An unusual thing happened to me recently. I received an email from someone from the BBC who was interested in learning more about alternate reality games. In the process of our chat, she mentioned she was involved with producing a TV show for Asians and wondered if I knew any British Asians who were into gadgets, technology, that sort of thing. I said I’d have a look, and that incidentally, I was an Asian who was into gadgets, etc.
Then she asked me if I was Indian, because the programme was for Indians. Of course, I’m not, and so it ended there. But it made me notice how the British media equates Asians with Indians, or at least people from the Indian subcontinent. The next time you read a newspaper or magazine, or in particular, view the BBC, look out for where ‘Asian’ is mentioned, and you’ll find that what they really mean are Indians.
Take, for example, this BBC pictorial about Asians in Britain. Very interesting, I’m sure. But it’s all about people from the Indian subcontinent. There is nary a Chinese, Malaysian, Japanese, Thai or Korean person to be seen, despite the fact that they also live in Asia.
Now, this doesn’t particularly bother me. Asia is a big continent, after all. And while there are more than a million people in the UK from India, Pakistan, Bangladesh and Sri Lanka, there are less than a quarter of a million from Hong Kong, Malaysia, China and Singapore combined (Source: BBC). It’s hardly surprising that the Indian subcontinent gets more attention in the media. But there’s no point going on about Asians or ‘Asian programming on the BBC’ when what you’re really talking about is Indians or ‘programmes that are to do with Indians’; it gives the false impression of inclusion, where there is none.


All records that follow are to be copied exactly, with images omitted.

Data entries
<<<<
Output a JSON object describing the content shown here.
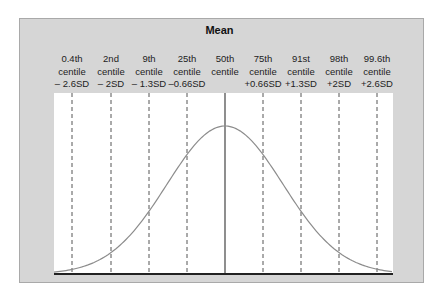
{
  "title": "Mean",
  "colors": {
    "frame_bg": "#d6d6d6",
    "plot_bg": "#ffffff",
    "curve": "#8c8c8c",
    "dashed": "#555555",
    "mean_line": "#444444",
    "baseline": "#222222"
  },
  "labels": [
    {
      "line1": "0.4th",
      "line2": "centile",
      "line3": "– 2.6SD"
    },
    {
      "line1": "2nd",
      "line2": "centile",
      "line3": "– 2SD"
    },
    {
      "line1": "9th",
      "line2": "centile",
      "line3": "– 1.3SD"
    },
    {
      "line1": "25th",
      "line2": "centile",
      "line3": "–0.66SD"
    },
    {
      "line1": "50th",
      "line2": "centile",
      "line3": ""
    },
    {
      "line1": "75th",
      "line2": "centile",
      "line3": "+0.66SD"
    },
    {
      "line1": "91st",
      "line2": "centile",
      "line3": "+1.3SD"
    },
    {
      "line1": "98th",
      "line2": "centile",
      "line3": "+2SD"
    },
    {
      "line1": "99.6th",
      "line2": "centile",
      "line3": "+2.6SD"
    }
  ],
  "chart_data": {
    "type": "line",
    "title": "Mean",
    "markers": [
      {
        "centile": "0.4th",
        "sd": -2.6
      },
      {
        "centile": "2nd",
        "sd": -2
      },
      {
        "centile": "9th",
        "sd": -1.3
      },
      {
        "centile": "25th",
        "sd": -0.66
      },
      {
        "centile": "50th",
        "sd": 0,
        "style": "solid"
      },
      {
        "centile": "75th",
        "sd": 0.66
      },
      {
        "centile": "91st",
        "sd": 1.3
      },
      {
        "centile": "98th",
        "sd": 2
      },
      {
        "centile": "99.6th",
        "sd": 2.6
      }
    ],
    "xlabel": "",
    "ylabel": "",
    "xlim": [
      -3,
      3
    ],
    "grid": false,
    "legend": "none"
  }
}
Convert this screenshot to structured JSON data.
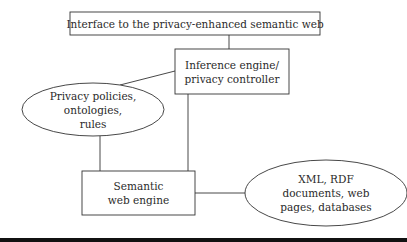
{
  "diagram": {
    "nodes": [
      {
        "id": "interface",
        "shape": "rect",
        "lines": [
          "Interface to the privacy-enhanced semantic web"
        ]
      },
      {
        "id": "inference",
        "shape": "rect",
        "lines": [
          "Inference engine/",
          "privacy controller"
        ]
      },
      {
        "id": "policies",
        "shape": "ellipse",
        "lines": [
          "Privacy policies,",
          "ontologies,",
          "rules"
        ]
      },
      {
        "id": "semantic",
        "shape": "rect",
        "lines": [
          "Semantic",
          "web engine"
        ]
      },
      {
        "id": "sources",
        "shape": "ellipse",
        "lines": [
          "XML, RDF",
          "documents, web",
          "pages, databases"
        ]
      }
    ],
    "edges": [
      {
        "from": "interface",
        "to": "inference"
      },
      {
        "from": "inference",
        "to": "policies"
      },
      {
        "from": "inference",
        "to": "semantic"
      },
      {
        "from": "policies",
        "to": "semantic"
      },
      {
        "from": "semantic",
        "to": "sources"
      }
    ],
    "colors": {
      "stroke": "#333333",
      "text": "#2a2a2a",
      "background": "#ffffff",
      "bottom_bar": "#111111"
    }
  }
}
>>>>
# EXERCISE SOLUTION
Output a JSON object describing the content shown here.
{
  "title": "Mean",
  "colors": {
    "frame_bg": "#d6d6d6",
    "plot_bg": "#ffffff",
    "curve": "#8c8c8c",
    "dashed": "#555555",
    "mean_line": "#444444",
    "baseline": "#222222"
  },
  "labels": [
    {
      "line1": "0.4th",
      "line2": "centile",
      "line3": "– 2.6SD"
    },
    {
      "line1": "2nd",
      "line2": "centile",
      "line3": "– 2SD"
    },
    {
      "line1": "9th",
      "line2": "centile",
      "line3": "– 1.3SD"
    },
    {
      "line1": "25th",
      "line2": "centile",
      "line3": "–0.66SD"
    },
    {
      "line1": "50th",
      "line2": "centile",
      "line3": ""
    },
    {
      "line1": "75th",
      "line2": "centile",
      "line3": "+0.66SD"
    },
    {
      "line1": "91st",
      "line2": "centile",
      "line3": "+1.3SD"
    },
    {
      "line1": "98th",
      "line2": "centile",
      "line3": "+2SD"
    },
    {
      "line1": "99.6th",
      "line2": "centile",
      "line3": "+2.6SD"
    }
  ],
  "chart_data": {
    "type": "line",
    "title": "Mean",
    "markers": [
      {
        "centile": "0.4th",
        "sd": -2.6
      },
      {
        "centile": "2nd",
        "sd": -2
      },
      {
        "centile": "9th",
        "sd": -1.3
      },
      {
        "centile": "25th",
        "sd": -0.66
      },
      {
        "centile": "50th",
        "sd": 0,
        "style": "solid"
      },
      {
        "centile": "75th",
        "sd": 0.66
      },
      {
        "centile": "91st",
        "sd": 1.3
      },
      {
        "centile": "98th",
        "sd": 2
      },
      {
        "centile": "99.6th",
        "sd": 2.6
      }
    ],
    "xlabel": "",
    "ylabel": "",
    "xlim": [
      -3,
      3
    ],
    "grid": false,
    "legend": "none"
  }
}
Convert this screenshot to structured JSON data.
{
  "diagram": {
    "nodes": [
      {
        "id": "interface",
        "shape": "rect",
        "lines": [
          "Interface to the privacy-enhanced semantic web"
        ]
      },
      {
        "id": "inference",
        "shape": "rect",
        "lines": [
          "Inference engine/",
          "privacy controller"
        ]
      },
      {
        "id": "policies",
        "shape": "ellipse",
        "lines": [
          "Privacy policies,",
          "ontologies,",
          "rules"
        ]
      },
      {
        "id": "semantic",
        "shape": "rect",
        "lines": [
          "Semantic",
          "web engine"
        ]
      },
      {
        "id": "sources",
        "shape": "ellipse",
        "lines": [
          "XML, RDF",
          "documents, web",
          "pages, databases"
        ]
      }
    ],
    "edges": [
      {
        "from": "interface",
        "to": "inference"
      },
      {
        "from": "inference",
        "to": "policies"
      },
      {
        "from": "inference",
        "to": "semantic"
      },
      {
        "from": "policies",
        "to": "semantic"
      },
      {
        "from": "semantic",
        "to": "sources"
      }
    ],
    "colors": {
      "stroke": "#333333",
      "text": "#2a2a2a",
      "background": "#ffffff",
      "bottom_bar": "#111111"
    }
  }
}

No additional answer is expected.